View Full Version : The Che Films
Red Future
14th October 2010, 19:19
What do people think of the Che films that Steven Soderbergh directed? I watched them recently and wanted to know what other leftists thought about them.
Personally i thought the part 1 film was superior to the part 2 film
fa2991
15th October 2010, 01:20
Everyone likes part 1 better, I think. They're quite good.
Magón
15th October 2010, 22:08
I find the reason, (at least with my friends and family), why everyone likes Part 1 better is because Part 2 is the more depressing of the two. Personally I like them both the same.
Kléber
19th October 2010, 05:20
I thought they were ok. They turned Che into a two-dimensional cyborg attack drone, because they wanted to counteract the "weakling" image from The Motorcycle Diaries. Oh and you had to be familiar with his war diaries and life story to have a proper idea what was going on throughout the first part. Movies shouldn't dumb down their subject matter but it's really sad how bourgeois culture has degenerated that they can't even do a proper biopic anymore, it's like their artistic faculties have all been infected and rendered inoperable by postmodernism. As an arthouse picture, i guess it was entertaining, but otherwise it wasn't something that someone totaly unfamiliar with Guevara's life could watch and get inspired by. The only real storytelling came in the second part and that was just depressing. And how can Soderbergh say "A revolution like this will never happen again" when a rural-based mass movement is dealing with a similar crisis of power in Nepal.
Os Cangaceiros
19th October 2010, 05:31
I'd like to make a horror movie that somehow featured Che. Like, some dumb American college students go to Bolivia, and unintentionally awaken the vengeful zombie of Che Guevara when they inadvertently have sex on his unmarked grave site or something. The only problem is that apparently his hands were severed from his body before burial, and that would be a problem...can't have a handless zombie.
praxis1966
19th October 2010, 20:20
I'd like to make a horror movie that somehow featured Che. Like, some dumb American college students go to Bolivia, and unintentionally awaken the vengeful zombie of Che Guevara when they inadvertently have sex on his unmarked grave site or something.

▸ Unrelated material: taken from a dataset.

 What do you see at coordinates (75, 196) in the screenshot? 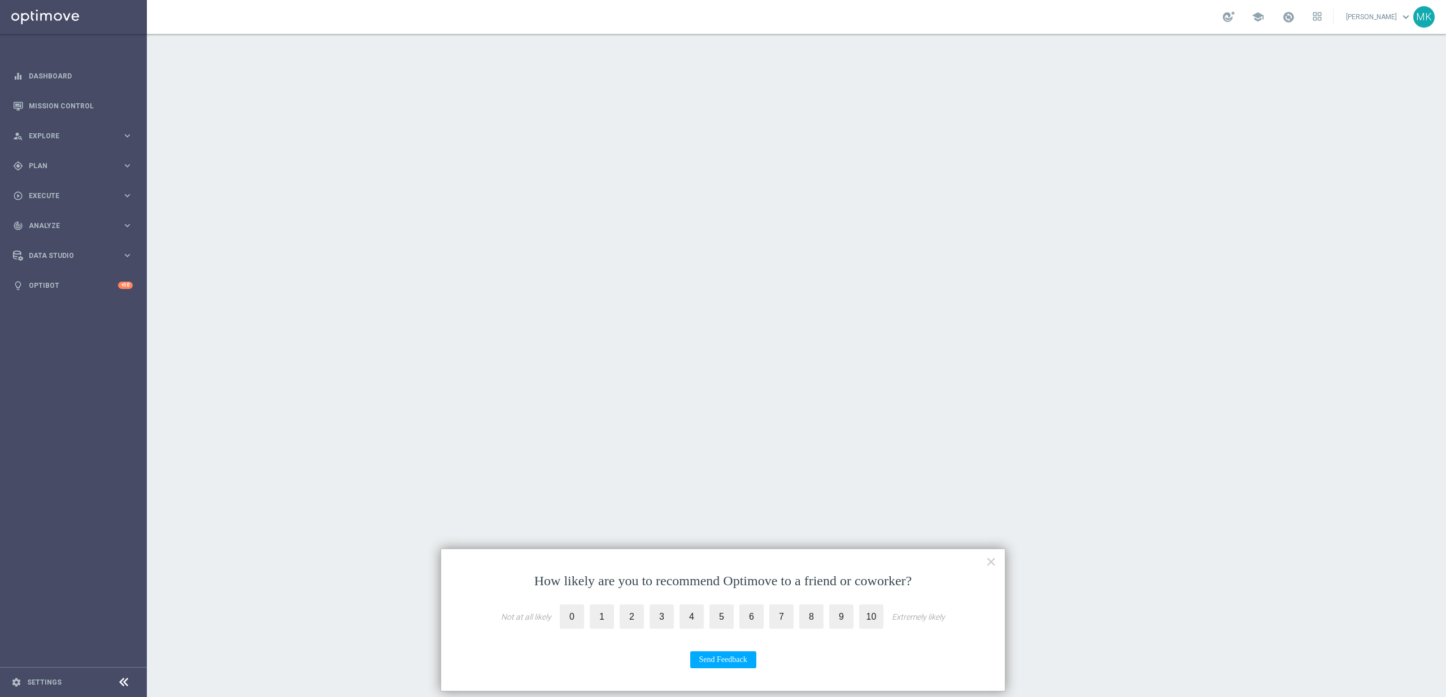
I see `span: Execute` at bounding box center [75, 196].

The only problem is that apparently his hands were severed from his body before burial, and that would be a problem...can't have a handless zombie.

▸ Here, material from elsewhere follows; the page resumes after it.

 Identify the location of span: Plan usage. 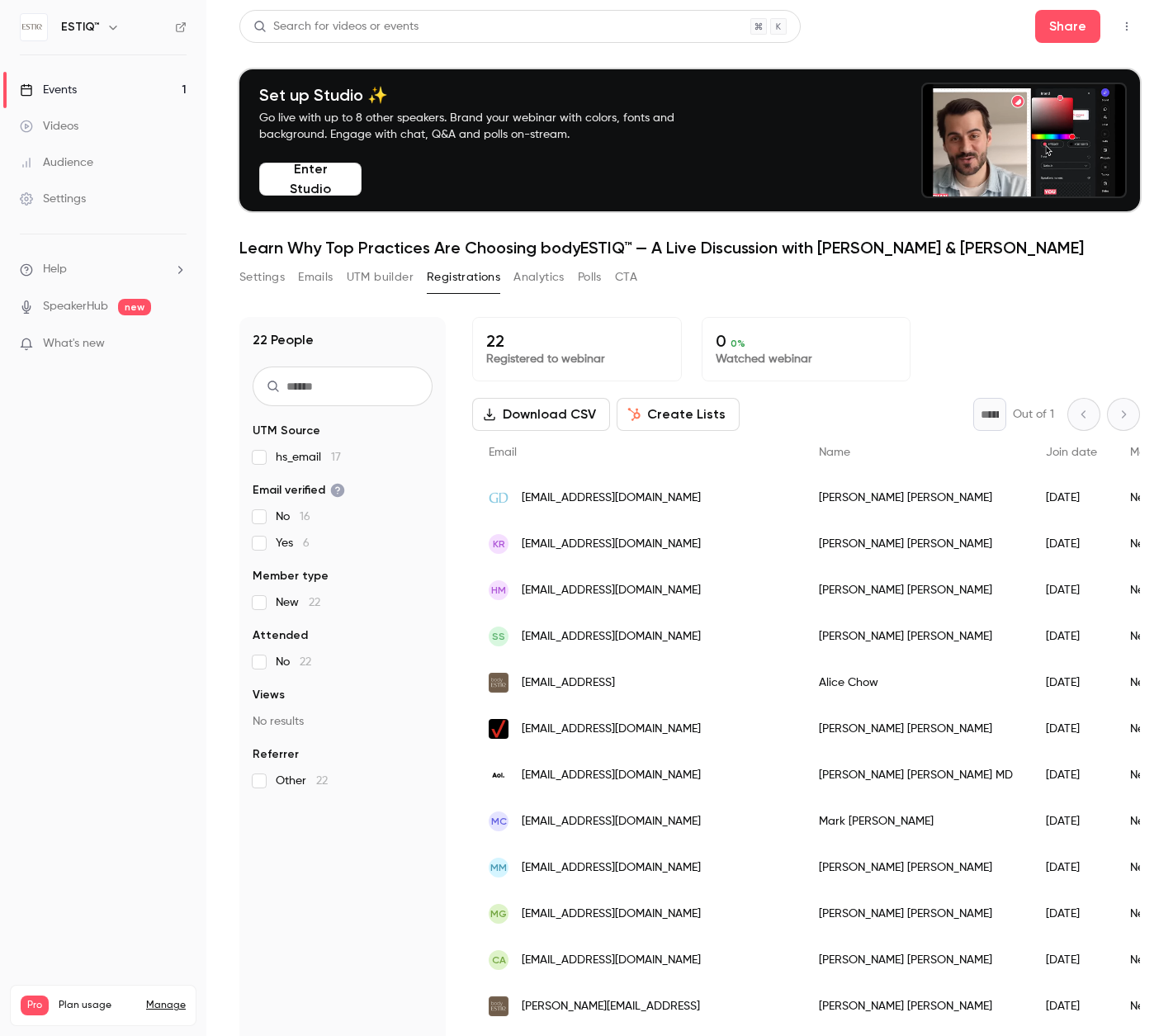
(98, 1005).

Which reminds me of something... I wonder why Soderbergh didn't see fit to show him being dismembered. Seems to me that a couple of Americans standing around watching the Bolivian special forces units mutilate his dead body would've been a pretty powerful image.
x359594
19th October 2010, 21:00
...Seems to me that a couple of Americans standing around watching the Bolivian special forces units mutilate his dead body would've been a pretty powerful image.

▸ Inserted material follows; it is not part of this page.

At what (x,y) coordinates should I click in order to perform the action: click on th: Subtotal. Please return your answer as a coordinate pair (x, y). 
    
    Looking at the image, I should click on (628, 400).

It's not that Che's body was mutilated out of malice; his hands were removed for identification purposes so that his corpse could be quickly disposed of. Eventually his remains were recovered and sent to Cuba where they were interred.
Returning to the film itself, there are two and possibly three versions in existence. The US version, a Latin American version that I saw in Mexico that has footage seen in the trailer but not in the US release, and a version that was shown only once at the Cannes Film Festival.
RedSonRising
19th October 2010, 21:17
I think it was a portrayal of what the man experienced and what he believed in the context of the events surrounding his life. Objective without shying away from the ideology.
mykittyhasaboner
19th October 2010, 22:22
They were very entertaining films, but of course they had their faults as people are saying.
For example, if one had no knowledge of the Cuban campaign prior to watching the movie, they wouldn't know that the first battle upon landing in Cuba was a complete disaster. It kind of cuts forward really far after the scene of them crossing from Mexico to Cuba. That was really the only thing that bothered me.
RadioRaheem84
20th October 2010, 02:43
Soderbergh said that the black and white parts were supposed to be what the public saw and what popular history records and the color parts are supposed to resemble what changed history.
It's supposed to be a movie about dialectics.
praxis1966
20th October 2010, 07:25
It's not that Che's body was mutilated out of malice; his hands were removed for identification purposes so that his corpse could be quickly disposed of. Eventually his remains were recovered and sent to Cuba where they were interred.
Yeah, at the behest of CIA agents, or at least that's what some documents said a few years back that were released under a FOIA order.